Tuesday, 28 June 2011

NO EXPERIENCE, NO WORRIES!



André Villas-Boas became the most expensive coach in football history last week. Chelsea coughed up the €15million required under his release clause and are likely to fork out over £4million a year in wages, not including bonuses.

Although other coaches may earn more, especially Felipe Scholari, whose fee is no doubt paid by some ‘unethical’ Uzbekistani businessmen, there is something very different about the new man at Chelsea – he has never played professional football.

If anyone tells you that you must have played professional sport to coach it, they are one of two people: a professional sportsman or an idiot (and possibly both).

FC Porto went through the 2010/11 season unbeaten; this has only been achieved twice, by Benfica, in 1972/73 and 1977/78. And this is without the likes of Messi, Ronaldo or any other faces you’ll see on cereal boxes or on tv advertising motor oils. In fact Porto are to world football as the “most improved” trophy is to sporting ability.

But Villas-Boas has no professional playing experience. So how is that possible?

These days coaching is less about doing everything yourself and more about managing a team of experienced and knowledgeable professionals. The manager doesn’t need to oversee every pass, shot, or fitness test as he has 487 staff members to look after that for him.

The two most important things a professional coach needs to do is set the right environment for the squad and the staff, while communicating closely with all of them. Couple that with the right decisions on match day and you have one very successful manager. Playing at the top level may help you with making better decisions on match day, but if your staff and players can’t get to match day in the right shape or frame of mind then you may as well be turning up to a gun fight with a knife.

Villas-Boas fits the mould of today’s elite coach perfectly. But what is most amazing about him is he is only 33. He is the youngest manager in the history of the English Premier League and is now in charge of one of the world’s biggest clubs.

Someone once told me that a coach with professional playing experience only needs to do one thing right to gain recognition; a coach with no playing experience needs to do ten good things to gain the same respect. Yet clubs nearly always pick the former player because they have the public persona, rather than coaching ability.

Telling someone they can’t coach professional sport if they haven’t played it is like telling a self made millionaire they have no right to earn money if they weren’t brought up with it.

Ironically, André Villas-Boas is now both. 











Friday, 24 June 2011

IS GPS TRACKING ALREADY OBSOLETE?


If you look closely at the back of every AFL player's guernsey, you will see a small lump at the top where a GPS tracking device has been fitted. Analysts sit alongside coaches providing them with key data and trends, so when Chris Judd has covered 14km at speeds ranging from 5-27kph, Brett Ratten knows it's time for him to sit on the bench and drink some Powerade.

GPS tracking has a variety of uses. Coaches can track players to see if they are defending or attacking in the correct formation and even determine whether they are facing the right direction at the right time. Training loads can be monitored and training can be altered to replicate what a player would normally do in a match.

Unfortunately GPS tracking can also be used in ways that may mean players' private lives are a thing of the past (if they weren't already), as Robin Van Persie of Arsenal seems to think.

But just as GPS tracking becomes the must have technology in all elite sports, it may be on the way out. IBM has trialled SecondSight at Wimbledon this week, changing the way players are tracked and data is collected.

SecondSight works with two cameras recording the movement of the players and ball, displaying a graphic on screen that almost looks like a slightly improved version of the original version of Atari's Pong. Distance, speed and hitting patterns are recorded and IBM hope that this will be the future of information for tennis players and coaches. 

With most elite sports signing billion dollar TV rights, an extra couple of cameras at the ground to track all movement throughout the game is surely the next step. Coaches will love the instant feedback and TV audiences will have their viewing experiences taken to the next level.

But as good as GPS tracking can be, it is only as good as the coach using it. Data can be great, but only if you understand it and use it to your advantage. As they say, 48.76% of statistics are made up; as for the other 51%, people don't understand what they mean anyway.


→ INSTRUCTIONS FOR THE TASK:
Would you copy out each line of the records below that includes the word "group"?

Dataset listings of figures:
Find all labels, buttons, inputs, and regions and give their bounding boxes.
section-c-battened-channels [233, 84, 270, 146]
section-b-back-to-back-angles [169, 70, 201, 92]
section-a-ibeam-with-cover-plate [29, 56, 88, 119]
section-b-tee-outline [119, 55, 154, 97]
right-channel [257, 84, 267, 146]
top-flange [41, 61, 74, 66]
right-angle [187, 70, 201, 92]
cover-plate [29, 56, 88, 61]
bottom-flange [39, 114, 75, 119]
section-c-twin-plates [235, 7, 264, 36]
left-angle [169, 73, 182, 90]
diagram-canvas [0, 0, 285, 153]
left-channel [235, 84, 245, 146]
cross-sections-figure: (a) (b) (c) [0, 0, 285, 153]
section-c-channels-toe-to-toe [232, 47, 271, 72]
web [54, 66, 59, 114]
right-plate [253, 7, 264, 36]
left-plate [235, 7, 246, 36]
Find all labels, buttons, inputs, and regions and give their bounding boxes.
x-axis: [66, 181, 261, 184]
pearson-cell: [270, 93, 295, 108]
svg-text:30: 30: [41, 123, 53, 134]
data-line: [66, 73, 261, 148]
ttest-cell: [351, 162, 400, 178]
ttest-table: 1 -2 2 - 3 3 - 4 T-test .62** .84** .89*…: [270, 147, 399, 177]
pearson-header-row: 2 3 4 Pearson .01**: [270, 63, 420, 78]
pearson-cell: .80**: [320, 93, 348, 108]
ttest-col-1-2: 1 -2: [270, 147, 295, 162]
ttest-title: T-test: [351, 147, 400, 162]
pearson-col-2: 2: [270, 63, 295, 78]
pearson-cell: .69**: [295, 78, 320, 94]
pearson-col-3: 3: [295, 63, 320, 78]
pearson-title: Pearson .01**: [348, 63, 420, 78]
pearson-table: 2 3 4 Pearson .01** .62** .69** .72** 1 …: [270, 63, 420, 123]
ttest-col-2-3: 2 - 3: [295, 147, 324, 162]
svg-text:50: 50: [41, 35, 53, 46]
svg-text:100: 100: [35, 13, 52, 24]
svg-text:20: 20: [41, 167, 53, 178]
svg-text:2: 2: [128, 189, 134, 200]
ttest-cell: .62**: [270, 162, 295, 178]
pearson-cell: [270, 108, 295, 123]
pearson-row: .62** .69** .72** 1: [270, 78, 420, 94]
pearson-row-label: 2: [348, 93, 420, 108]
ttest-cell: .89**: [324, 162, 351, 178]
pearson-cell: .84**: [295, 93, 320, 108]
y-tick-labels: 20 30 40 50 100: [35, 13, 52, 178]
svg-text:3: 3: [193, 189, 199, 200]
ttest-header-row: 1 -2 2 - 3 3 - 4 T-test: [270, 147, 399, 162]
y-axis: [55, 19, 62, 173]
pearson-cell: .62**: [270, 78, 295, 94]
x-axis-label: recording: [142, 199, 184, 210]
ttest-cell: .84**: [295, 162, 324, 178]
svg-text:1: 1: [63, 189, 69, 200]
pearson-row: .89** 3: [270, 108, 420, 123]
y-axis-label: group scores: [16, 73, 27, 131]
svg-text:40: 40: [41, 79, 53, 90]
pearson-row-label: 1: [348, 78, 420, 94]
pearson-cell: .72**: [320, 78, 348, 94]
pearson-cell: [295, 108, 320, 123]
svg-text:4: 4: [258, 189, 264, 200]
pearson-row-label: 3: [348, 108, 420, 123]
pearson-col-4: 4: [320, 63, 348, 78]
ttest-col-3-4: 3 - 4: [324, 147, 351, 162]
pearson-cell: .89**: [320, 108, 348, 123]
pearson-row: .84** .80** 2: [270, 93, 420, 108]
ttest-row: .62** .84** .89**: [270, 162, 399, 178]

---

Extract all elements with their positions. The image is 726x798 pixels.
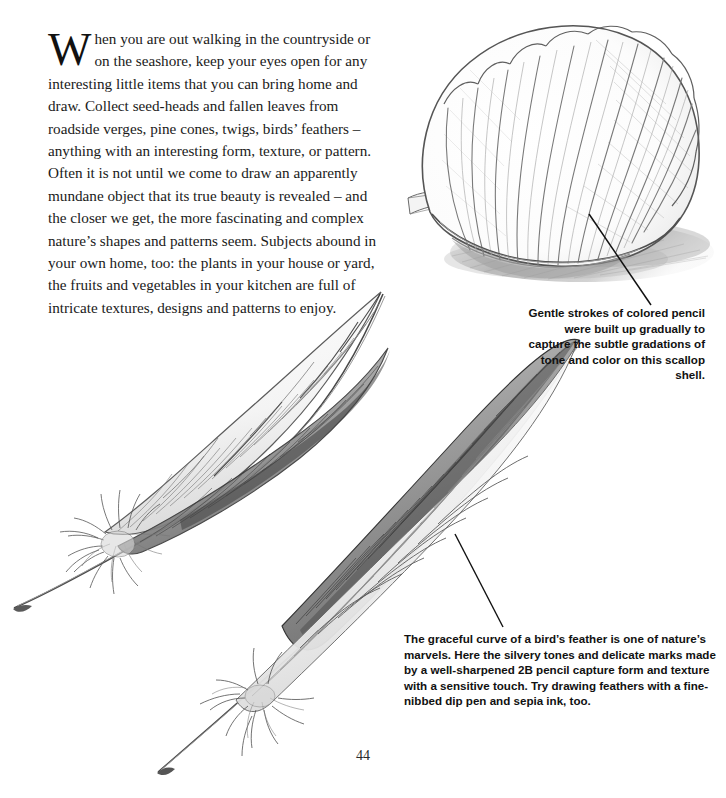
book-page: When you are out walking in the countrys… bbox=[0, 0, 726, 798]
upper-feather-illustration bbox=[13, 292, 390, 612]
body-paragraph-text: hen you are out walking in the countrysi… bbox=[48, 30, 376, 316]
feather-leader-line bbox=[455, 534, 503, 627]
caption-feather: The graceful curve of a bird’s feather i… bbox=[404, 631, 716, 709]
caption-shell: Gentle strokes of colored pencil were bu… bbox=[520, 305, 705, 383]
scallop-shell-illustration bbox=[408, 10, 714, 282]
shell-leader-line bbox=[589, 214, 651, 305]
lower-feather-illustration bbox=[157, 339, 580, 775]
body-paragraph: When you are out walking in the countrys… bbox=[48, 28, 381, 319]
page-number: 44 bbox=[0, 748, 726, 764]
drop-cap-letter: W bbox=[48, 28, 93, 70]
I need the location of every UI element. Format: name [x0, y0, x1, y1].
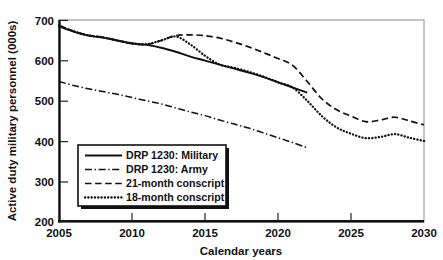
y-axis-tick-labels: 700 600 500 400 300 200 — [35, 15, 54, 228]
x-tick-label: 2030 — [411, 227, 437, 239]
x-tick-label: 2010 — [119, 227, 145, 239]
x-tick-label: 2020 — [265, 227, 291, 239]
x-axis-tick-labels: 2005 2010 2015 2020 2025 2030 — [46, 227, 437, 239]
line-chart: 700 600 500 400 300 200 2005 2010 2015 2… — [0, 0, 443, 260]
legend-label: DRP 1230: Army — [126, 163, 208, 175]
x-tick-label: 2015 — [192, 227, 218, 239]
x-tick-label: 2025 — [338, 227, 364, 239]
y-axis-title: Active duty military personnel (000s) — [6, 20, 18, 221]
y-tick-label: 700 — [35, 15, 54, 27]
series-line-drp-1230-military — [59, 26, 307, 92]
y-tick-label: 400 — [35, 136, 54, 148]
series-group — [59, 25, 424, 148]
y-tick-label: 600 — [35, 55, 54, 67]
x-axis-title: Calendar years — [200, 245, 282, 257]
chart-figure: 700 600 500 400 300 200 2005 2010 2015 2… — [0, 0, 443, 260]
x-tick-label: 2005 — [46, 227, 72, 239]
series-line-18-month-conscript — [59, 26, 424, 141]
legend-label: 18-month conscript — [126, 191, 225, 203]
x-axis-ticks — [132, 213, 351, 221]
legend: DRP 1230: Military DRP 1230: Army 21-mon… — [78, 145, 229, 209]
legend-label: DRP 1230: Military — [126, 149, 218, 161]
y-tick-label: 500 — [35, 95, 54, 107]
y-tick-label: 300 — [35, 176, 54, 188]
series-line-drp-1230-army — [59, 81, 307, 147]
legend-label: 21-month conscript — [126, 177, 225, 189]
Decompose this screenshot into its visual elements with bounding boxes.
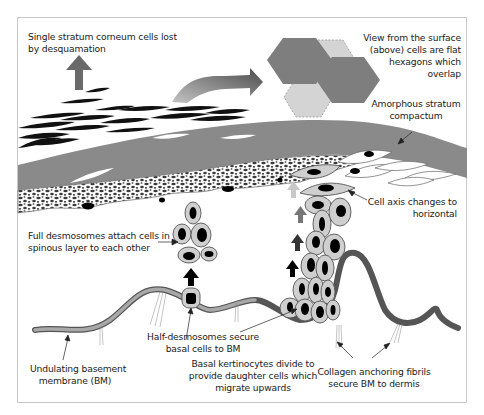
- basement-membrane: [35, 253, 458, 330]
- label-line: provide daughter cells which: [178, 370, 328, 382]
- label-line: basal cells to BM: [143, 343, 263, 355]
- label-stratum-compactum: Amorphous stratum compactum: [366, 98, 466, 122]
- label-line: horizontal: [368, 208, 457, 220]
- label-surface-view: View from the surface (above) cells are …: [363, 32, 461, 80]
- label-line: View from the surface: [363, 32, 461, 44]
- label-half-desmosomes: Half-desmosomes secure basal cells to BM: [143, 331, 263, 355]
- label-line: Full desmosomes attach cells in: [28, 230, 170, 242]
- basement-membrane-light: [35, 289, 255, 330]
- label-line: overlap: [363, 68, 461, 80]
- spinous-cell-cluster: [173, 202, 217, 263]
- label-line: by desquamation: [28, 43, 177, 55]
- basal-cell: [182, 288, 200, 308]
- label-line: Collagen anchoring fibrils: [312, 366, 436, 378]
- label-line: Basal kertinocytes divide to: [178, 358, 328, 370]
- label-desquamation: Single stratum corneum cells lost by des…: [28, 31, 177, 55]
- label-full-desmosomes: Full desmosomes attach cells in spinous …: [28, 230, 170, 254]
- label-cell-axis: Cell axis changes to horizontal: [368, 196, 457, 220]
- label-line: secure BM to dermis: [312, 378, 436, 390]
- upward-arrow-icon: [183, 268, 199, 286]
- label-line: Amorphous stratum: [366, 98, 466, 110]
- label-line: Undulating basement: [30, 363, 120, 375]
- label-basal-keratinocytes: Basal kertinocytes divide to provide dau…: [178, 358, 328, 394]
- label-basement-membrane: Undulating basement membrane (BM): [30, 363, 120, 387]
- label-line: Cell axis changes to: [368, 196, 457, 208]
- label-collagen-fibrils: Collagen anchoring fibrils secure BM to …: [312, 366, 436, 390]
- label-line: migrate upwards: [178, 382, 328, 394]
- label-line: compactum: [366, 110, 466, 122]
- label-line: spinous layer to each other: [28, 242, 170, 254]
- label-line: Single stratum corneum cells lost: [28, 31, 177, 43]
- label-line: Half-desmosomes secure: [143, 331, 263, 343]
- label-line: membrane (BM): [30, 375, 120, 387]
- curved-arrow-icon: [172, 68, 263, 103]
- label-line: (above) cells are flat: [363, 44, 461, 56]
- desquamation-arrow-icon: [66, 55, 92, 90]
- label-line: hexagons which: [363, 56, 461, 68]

---

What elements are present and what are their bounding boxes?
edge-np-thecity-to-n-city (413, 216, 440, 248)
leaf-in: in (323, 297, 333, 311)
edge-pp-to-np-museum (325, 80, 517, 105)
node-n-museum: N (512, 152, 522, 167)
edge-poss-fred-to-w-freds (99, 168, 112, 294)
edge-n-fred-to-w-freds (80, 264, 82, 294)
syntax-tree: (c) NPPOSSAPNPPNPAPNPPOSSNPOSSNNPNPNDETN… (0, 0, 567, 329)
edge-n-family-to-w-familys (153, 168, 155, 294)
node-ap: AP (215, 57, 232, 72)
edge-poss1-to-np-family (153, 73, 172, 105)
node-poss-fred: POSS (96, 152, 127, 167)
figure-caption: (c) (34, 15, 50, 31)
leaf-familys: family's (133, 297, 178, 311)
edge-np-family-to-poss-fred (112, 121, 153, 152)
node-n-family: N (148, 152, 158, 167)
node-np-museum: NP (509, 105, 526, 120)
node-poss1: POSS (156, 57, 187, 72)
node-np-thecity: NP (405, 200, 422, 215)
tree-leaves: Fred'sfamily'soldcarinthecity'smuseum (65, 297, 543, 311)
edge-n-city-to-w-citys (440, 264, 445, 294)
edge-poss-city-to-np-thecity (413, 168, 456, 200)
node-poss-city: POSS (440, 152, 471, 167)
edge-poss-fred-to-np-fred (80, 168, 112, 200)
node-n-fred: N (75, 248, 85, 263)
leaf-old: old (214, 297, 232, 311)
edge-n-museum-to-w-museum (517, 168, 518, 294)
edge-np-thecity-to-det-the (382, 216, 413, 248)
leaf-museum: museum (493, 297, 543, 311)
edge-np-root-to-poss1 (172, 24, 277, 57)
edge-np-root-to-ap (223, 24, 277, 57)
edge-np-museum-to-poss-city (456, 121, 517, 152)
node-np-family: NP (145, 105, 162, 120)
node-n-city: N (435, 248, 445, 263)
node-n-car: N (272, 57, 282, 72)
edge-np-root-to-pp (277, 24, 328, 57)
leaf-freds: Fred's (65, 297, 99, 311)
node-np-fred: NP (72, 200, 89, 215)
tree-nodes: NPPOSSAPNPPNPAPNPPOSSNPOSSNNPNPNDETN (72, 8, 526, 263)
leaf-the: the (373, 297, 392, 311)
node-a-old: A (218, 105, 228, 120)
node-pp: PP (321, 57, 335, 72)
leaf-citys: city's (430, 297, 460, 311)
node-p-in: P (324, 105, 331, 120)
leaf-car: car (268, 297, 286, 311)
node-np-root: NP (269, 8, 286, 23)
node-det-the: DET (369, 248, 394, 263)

→ REPLY:
y-axis-label: group scores: [16, 73, 27, 131]
series-group — [59, 25, 424, 148]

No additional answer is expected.